For the westerner there are no half-way measures in the desert.
He may have been born in the glamour of the East and have lived the best part of his life with the vast stretches of sand around him, and yet have heard no voice calling in the noonday, nor seen the slender hand beckoning in the shadows of dawn and dusk. He may come from the counting-house upon holiday bent, with guide book in hand and passage booked for the return journey to the city, yet see the spirit of the desert, remote, mysterious, beckoning him out of all the merry, personally conducted crowd.
He will either follow the beckoning figure with hungry heart until he falls, to die, clutching at its robes which slip ever from between his fingers, or he will return to the counting-house to pass his life in a great longing which will never be appeased.
In either case, he will have answered the call of the desert to his own undoing.[1]
[1] Instances have been known where Europeans have ridden out into the desert upon seeing it for the first time, and have not been seen or heard of since.
Helen Raynor and Ralph Trenchard sat looking out across the Robaa-el-Khali, or Empty Desert, or the Red Desert, as it is called by the Arabs on account of the colour of its sands.
She sat with her hand in his, watching the strange effect the wind from the north has upon this desert, which rolls away to the horizon in great, sandy ridges, and of which no one has explored the heart. When this wind blows gently, it skims the surface of the great ridges and lifts the topmost layer of the sand, carrying it down into the hollows and up on to the crests for mile after mile, until the desert looks like an ocean of great, glittering billows surging towards the distant horizon.
“The sky seems to be covered with a transparent, diamond-encrusted veil,” whispered Helen, as she lifted her face to the moon, and smiled when the man she loved drew her to him and kissed her.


__Task item__: The task calls for the count of lines containing "bond" in these records, given as a number with no other words.

(Records from a collection of figures)
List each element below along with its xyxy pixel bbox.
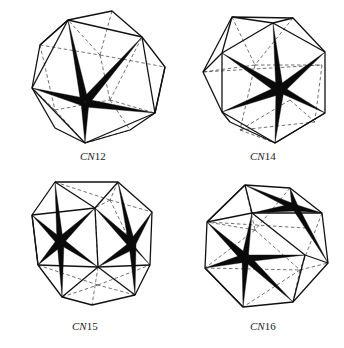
cn16-polyhedron (205, 185, 328, 307)
cn15-polyhedron (32, 182, 152, 305)
cn14-polyhedron (203, 17, 325, 143)
cn14-label: CN14 (250, 150, 276, 162)
cn12-bond-spikes (32, 20, 155, 143)
cn12-polyhedron (32, 11, 165, 143)
cn16-label: CN16 (250, 320, 276, 332)
cn15-label: CN15 (72, 320, 98, 332)
cn15-bond-spikes (32, 182, 152, 297)
cn16-visible-edges (205, 185, 328, 307)
cn12-label: CN12 (80, 150, 106, 162)
cn12-visible-edges (32, 11, 165, 143)
coordination-polyhedra-figure (0, 0, 344, 348)
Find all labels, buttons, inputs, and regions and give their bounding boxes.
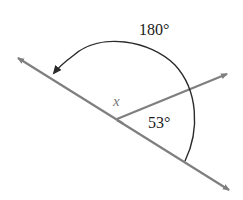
ray [117, 74, 227, 119]
arc-180-arrow [54, 41, 195, 161]
label-53-degrees: 53° [148, 115, 170, 131]
label-angle-x: x [113, 94, 120, 109]
angle-diagram: 180° x 53° [0, 0, 243, 200]
label-180-degrees: 180° [139, 22, 169, 38]
diagram-graphics [0, 0, 243, 200]
main-line [18, 58, 229, 190]
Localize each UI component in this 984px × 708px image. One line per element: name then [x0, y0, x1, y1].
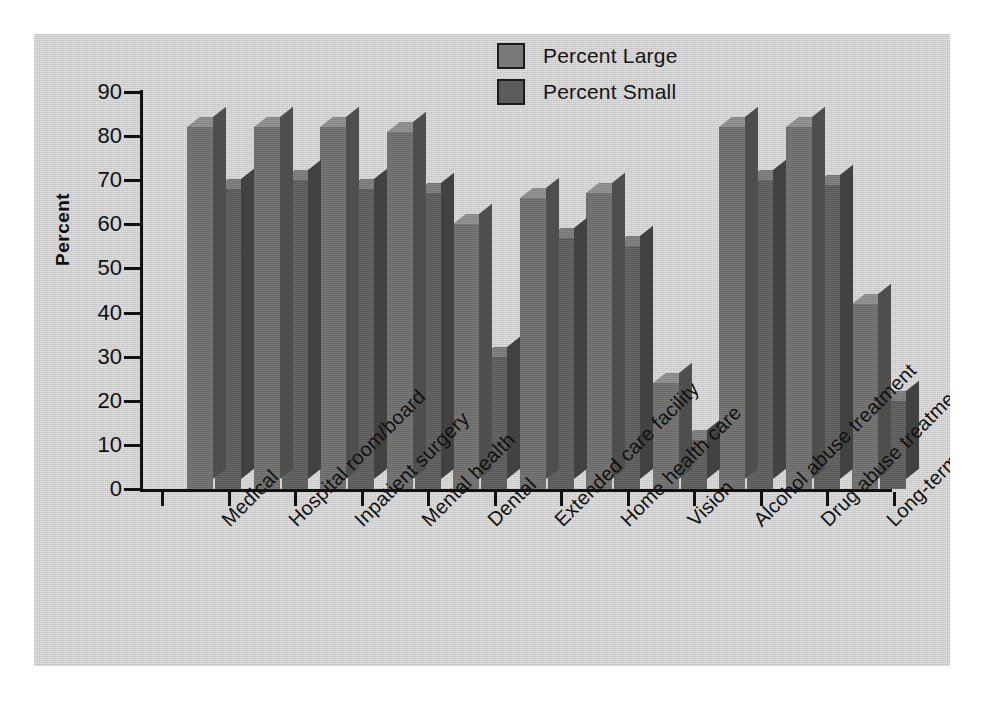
y-axis-tick [124, 444, 140, 447]
y-axis-tick [124, 91, 140, 94]
bar-percent-large [187, 127, 213, 489]
y-axis-tick-label: 40 [98, 300, 122, 326]
bar-percent-large [852, 304, 878, 489]
bar-side-face [640, 226, 653, 479]
x-axis-tick [627, 492, 630, 506]
bar-front-face [653, 383, 679, 489]
bar-front-face [586, 193, 612, 489]
y-axis-tick [124, 356, 140, 359]
y-axis-tick [124, 179, 140, 182]
bar-side-face [213, 107, 226, 479]
y-axis-tick-label: 50 [98, 255, 122, 281]
bar-side-face [745, 107, 758, 479]
bar-front-face [254, 127, 280, 489]
bar-side-face [612, 173, 625, 479]
y-axis-tick-label: 80 [98, 123, 122, 149]
bar-side-face [906, 381, 919, 479]
chart-panel: Percent Large Percent Small Percent 9080… [34, 34, 950, 666]
plot-area: 9080706050403020100 MedicalHospital room… [140, 34, 930, 666]
bar-side-face [413, 112, 426, 479]
y-axis-tick [124, 488, 140, 491]
y-axis-line [140, 90, 143, 491]
bar-side-face [546, 178, 559, 479]
bar-front-face [453, 224, 479, 489]
x-axis-tick [294, 492, 297, 506]
x-axis-tick [228, 492, 231, 506]
x-axis-tick [494, 492, 497, 506]
bar-front-face [719, 127, 745, 489]
bar-percent-large [254, 127, 280, 489]
bar-percent-large [320, 127, 346, 489]
y-axis-tick-label: 30 [98, 344, 122, 370]
bar-front-face [786, 127, 812, 489]
bar-front-face [387, 132, 413, 489]
bar-front-face [520, 198, 546, 489]
bar-percent-large [520, 198, 546, 489]
bar-side-face [840, 164, 853, 479]
y-axis-tick [124, 267, 140, 270]
y-axis-tick [124, 400, 140, 403]
x-axis-tick [427, 492, 430, 506]
x-axis-tick [893, 492, 896, 506]
bar-side-face [507, 336, 520, 478]
bar-percent-large [453, 224, 479, 489]
bar-side-face [773, 160, 786, 479]
bar-side-face [479, 204, 492, 479]
bar-side-face [707, 420, 720, 479]
bar-percent-large [653, 383, 679, 489]
bar-side-face [308, 160, 321, 479]
y-axis-tick-label: 0 [110, 476, 122, 502]
bar-side-face [574, 217, 587, 479]
y-axis-tick-label: 10 [98, 432, 122, 458]
y-axis-tick-label: 70 [98, 167, 122, 193]
bar-front-face [852, 304, 878, 489]
x-axis-tick [760, 492, 763, 506]
bar-side-face [679, 363, 692, 479]
bar-percent-large [719, 127, 745, 489]
bar-percent-large [387, 132, 413, 489]
y-axis-tick-label: 20 [98, 388, 122, 414]
x-axis-tick [161, 492, 164, 506]
y-axis-tick-labels: 9080706050403020100 [50, 34, 122, 666]
bar-front-face [187, 127, 213, 489]
y-axis-tick-label: 60 [98, 211, 122, 237]
bar-side-face [812, 107, 825, 479]
x-axis-tick [361, 492, 364, 506]
y-axis-tick-label: 90 [98, 79, 122, 105]
bar-side-face [878, 284, 891, 479]
y-axis-tick [124, 223, 140, 226]
bar-side-face [441, 173, 454, 479]
bar-side-face [280, 107, 293, 479]
y-axis-tick [124, 135, 140, 138]
y-axis-tick [124, 312, 140, 315]
bar-front-face [320, 127, 346, 489]
x-axis-tick [826, 492, 829, 506]
x-axis-tick [560, 492, 563, 506]
x-axis-line [140, 489, 892, 492]
bar-side-face [374, 169, 387, 479]
figure-canvas: Percent Large Percent Small Percent 9080… [0, 0, 984, 708]
bar-side-face [346, 107, 359, 479]
bar-percent-large [586, 193, 612, 489]
x-axis-tick [693, 492, 696, 506]
bar-percent-large [786, 127, 812, 489]
bar-side-face [241, 169, 254, 479]
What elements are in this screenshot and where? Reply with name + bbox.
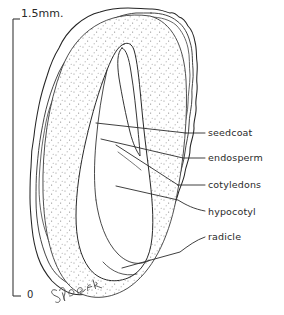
scale-bar-top-label: 1.5mm. [21,8,63,19]
label-hypocotyl: hypocotyl [208,207,256,217]
scale-bar-bottom-label: 0 [27,290,33,300]
label-radicle: radicle [208,232,241,242]
label-endosperm: endosperm [208,153,263,163]
label-cotyledons: cotyledons [208,180,261,190]
label-seedcoat: seedcoat [208,128,252,138]
scale-bar [13,19,21,296]
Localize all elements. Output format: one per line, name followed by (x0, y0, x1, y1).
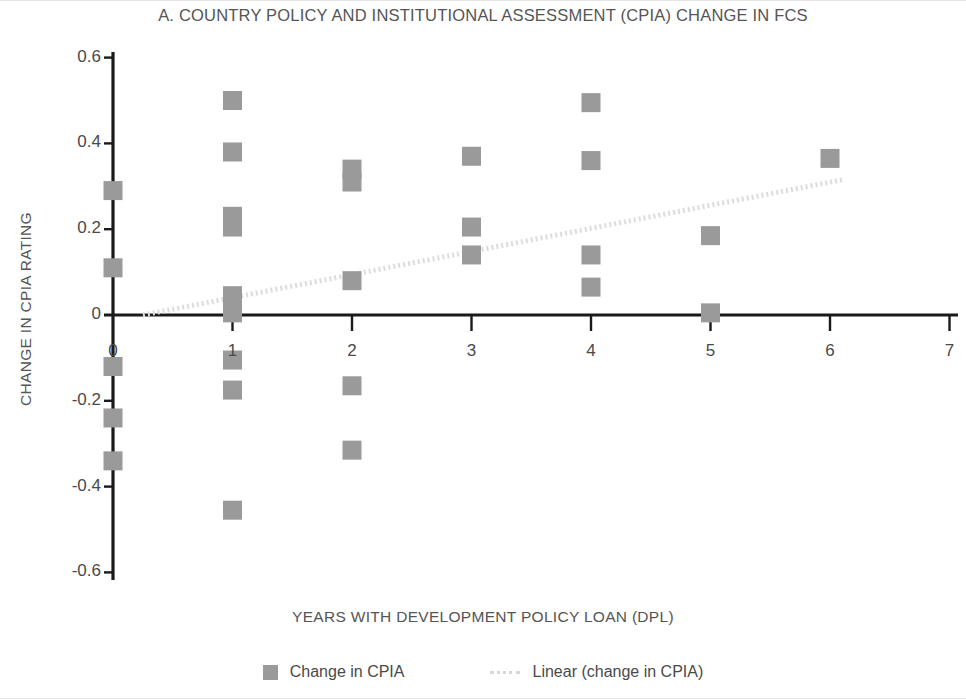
legend-label-linear-change-in-cpia: Linear (change in CPIA) (532, 663, 703, 681)
data-point-marker (104, 408, 123, 427)
data-point-marker (582, 278, 601, 297)
y-tick-label: 0.6 (41, 47, 101, 67)
figure: A. COUNTRY POLICY AND INSTITUTIONAL ASSE… (0, 0, 966, 699)
data-point-marker (104, 181, 123, 200)
data-point-marker (821, 149, 840, 168)
y-tick-label: 0.4 (41, 132, 101, 152)
x-tick-label: 4 (576, 341, 606, 361)
data-point-marker (343, 271, 362, 290)
data-point-marker (462, 218, 481, 237)
data-point-marker (223, 303, 242, 322)
x-tick-marks (233, 315, 950, 331)
data-point-marker (223, 286, 242, 305)
x-tick-label: 3 (457, 341, 487, 361)
y-tick-label: 0 (41, 304, 101, 324)
x-tick-label: 0 (98, 341, 128, 361)
data-point-marker (223, 91, 242, 110)
x-tick-label: 1 (218, 341, 248, 361)
data-point-marker (104, 451, 123, 470)
x-tick-label: 2 (337, 341, 367, 361)
y-tick-label: -0.4 (41, 476, 101, 496)
x-tick-label: 5 (696, 341, 726, 361)
data-points (104, 91, 840, 520)
chart-legend: Change in CPIA Linear (change in CPIA) (0, 663, 966, 681)
legend-marker-square-icon (263, 665, 278, 680)
y-tick-label: 0.2 (41, 218, 101, 238)
data-point-marker (343, 441, 362, 460)
data-point-marker (701, 303, 720, 322)
data-point-marker (462, 147, 481, 166)
legend-item-linear-change-in-cpia: Linear (change in CPIA) (490, 663, 703, 681)
x-tick-label: 7 (935, 341, 965, 361)
data-point-marker (343, 173, 362, 192)
legend-item-change-in-cpia: Change in CPIA (263, 663, 405, 681)
data-point-marker (343, 376, 362, 395)
data-point-marker (223, 501, 242, 520)
x-tick-label: 6 (815, 341, 845, 361)
data-point-marker (223, 381, 242, 400)
data-point-marker (582, 151, 601, 170)
data-point-marker (462, 245, 481, 264)
data-point-marker (582, 245, 601, 264)
y-tick-label: -0.2 (41, 390, 101, 410)
legend-marker-line-icon (490, 671, 520, 674)
data-point-marker (582, 93, 601, 112)
y-tick-label: -0.6 (41, 561, 101, 581)
legend-label-change-in-cpia: Change in CPIA (290, 663, 405, 681)
trendline (143, 180, 842, 315)
data-point-marker (223, 142, 242, 161)
trendline-path (143, 180, 842, 315)
data-point-marker (701, 226, 720, 245)
data-point-marker (104, 258, 123, 277)
data-point-marker (223, 218, 242, 237)
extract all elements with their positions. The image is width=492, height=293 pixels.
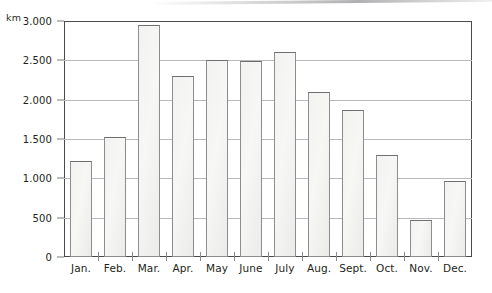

__Reply__: 2